Sundberg lost her composure briefly.
‘I’m sorry, but we only have time for you to answer my questions. I can understand that you think what I’m telling you seems incredible, but it’s true – horrific, but true. Did you hear anything last night?’
The man sat down on the sofa beside the woman.
‘We were asleep.’
‘Did you hear anything this morning?’
They both shook their heads.
‘Haven’t you even noticed that the place is crawling with police officers?’
‘When we play music loudly, we don’t hear anything.’
‘When did you last see your neighbours?’
‘If you mean Herman and Hilda, yesterday,’ said Ninni. ‘We usually run into each other when we go out with the dogs.’
‘Do you have a dog?’
Tom Hansson nodded in the direction of the kitchen.
‘He’s pretty old and lazy. He doesn’t even bother to get up when we have visitors.’
‘Didn’t he bark during the night?’
‘He never barks.’
‘What time did you see your neighbours?’
‘At about three o’clock yesterday afternoon. But only Hilda.’
‘Did everything seem to be as usual?’
‘She had back pains. Herman was probably in the kitchen, solving crosswords. I didn’t see him.’
‘What about the rest of the people in the village?’
‘Everything was the same as it always is. Only old people live here. They stay indoors when it’s cold. We see them more often in spring and summer.’
‘There aren’t any children here, then?’
‘None at all.’
Sundberg paused, thinking about the dead boy.
‘Is it really true?’ asked the woman on the sofa. She was frightened.
‘Yes,’ Sundberg said. ‘It could well be that everybody in this village is dead. Apart from you.’
Huddén was standing by the window.
‘Not quite everybody,’ he said slowly.
‘What do you mean?’
‘Not quite everybody’s dead. There’s somebody out there on the road.’

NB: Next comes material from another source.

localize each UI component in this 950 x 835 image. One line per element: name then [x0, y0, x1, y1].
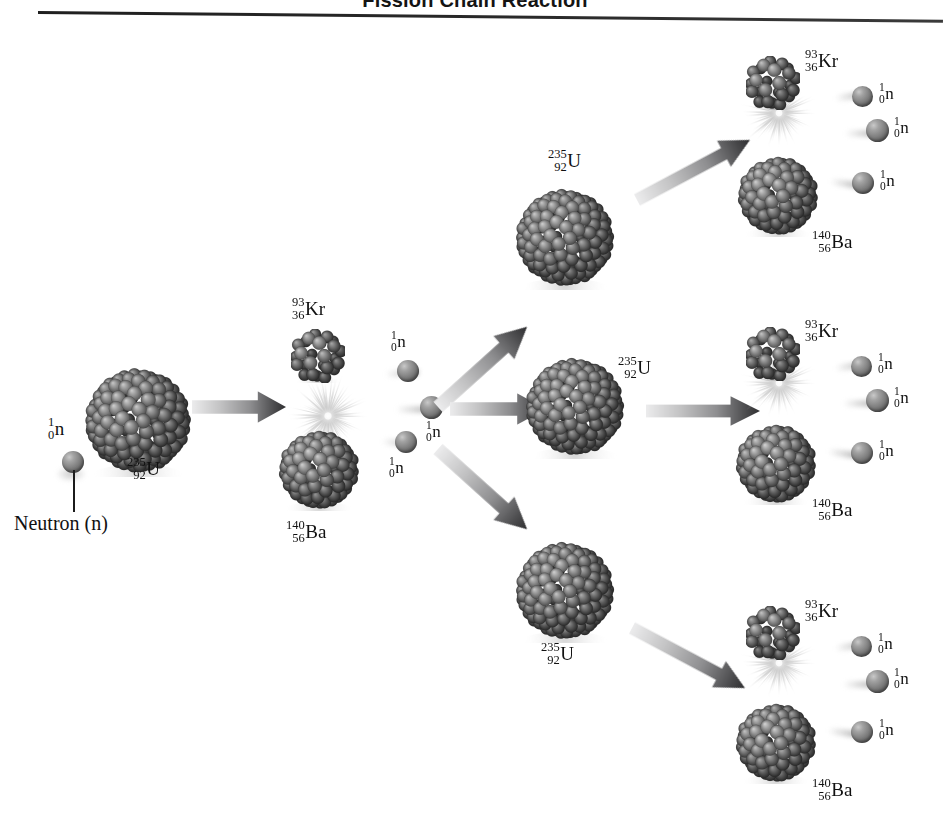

Sundberg hurried over to the window and saw a woman standing in the road outside. She was old, wearing a bathrobe and black rubber boots. Her hands were clasped in prayer.
Sundberg held her breath. The woman was motionless.
3
Tom Hansson came up to the window and stood beside Vivi Sundberg.
‘It’s only Julia,’ he said. ‘We sometimes find her outside in the cold without a coat on. Hilda and Herman usually keep an eye on her when the home help isn’t here.’
‘Where does she live?’ asked Sundberg.
He pointed at the house next to the last one at the edge of the village.
‘When we moved here,’ he said, ‘Julia was married. Her husband, Rune, used to drive forestry vehicles, until he burst an artery and died in the cab of his truck. She went a bit odd after that – wandering around with her hands clenched in her pockets, if you see what I mean. I suppose we’ve always thought she should be able to die here. She has two children who come to see her once a year. They’re just waiting for their little inheritance and couldn’t care less about her.’
Sundberg and Huddén went outside. The woman looked up when Sundberg paused in front of her, but she said nothing. Nor did she protest when Huddén helped to lead her back home. The house was neat and tidy. On one wall were photographs of her dead husband and the two children who didn’t care about her.
Sundberg took out her notebook for the first time. Huddén examined a document with official stamps that was lying on the kitchen table.
‘Julia Holmgren,’ he said. ‘She’s eighty-seven.’
‘Make sure somebody phones the home-help service. I don’t care what time they normally come to see to her, get them here right now.’
The old woman sat at the kitchen table, looking out of the window. Clouds were hanging heavily over the landscape.
‘Should we try asking her a few questions?’
Sundberg shook her head.
‘There’s no point. What could she possibly tell us?’
She nodded at Huddén, indicating that he should leave them alone. He went out to the yard. Sundberg went into the living room, stood in the middle of the floor and closed her eyes. She tried to come to terms with what had happened.
There was something about the old woman that set bells ringing faintly in the back of Sundberg’s mind. But she was unable to pin the thought down. She continued standing there, opened her eyes and tried to think. What had actually happened that January morning? A number of people murdered in a tiny remote village. Plus several dead pets. Everything pointed towards a wild frenzy. Could a single attacker really have done all this? Had several killers turned up in the middle of the night, then disappeared again after carrying out their brutal massacre? It was too soon to say. Sundberg had no answers, only a set of circumstances and many dead bodies. She had a couple still alive who had withdrawn to this place in the middle of nowhere from Stockholm, years ago. And a senile old woman in the habit of standing in the road wearing only a nightdress.
But there was a starting point, it seemed. Not everybody in the village was dead. At least three people had survived. Why? Coincidence, or did it have some meaning?
Sundberg stood motionless for a few more minutes. She could see through the window that the forensic team from Gävle had arrived, along with a woman she assumed was the police doctor. She took a deep breath. She was still the one in charge – for the time being, at any rate, but she needed help from Stockholm today.
She pulled out her mobile phone and called Robertsson, the district prosecutor, to explain the situation.
Sundberg wondered how he would react. None of us has ever seen anything like this before, she thought.
She went outside where the two forensic officers and the police doctor were waiting.
‘You need to see this for yourselves. We’ll start with the man lying outside in the snow. Then we’ll go through the houses one by one. You can decide if you’ll need extra assistance. It’s a very big crime scene.’
Sundberg parried their questions. They had to see it all with their own eyes. She led the procession from one macabre scene to the next. When they came to the third house, Lönngren, the senior forensic officer, said he needed to call for reinforcements right now. At the fourth house, the police doctor said the same thing. Calls were made. They continued through the remaining houses and gathered once more on the road. By then the first journalist had arrived. Sundberg told Ytterström to make sure nobody spoke to him. She would do it herself as soon as she had time.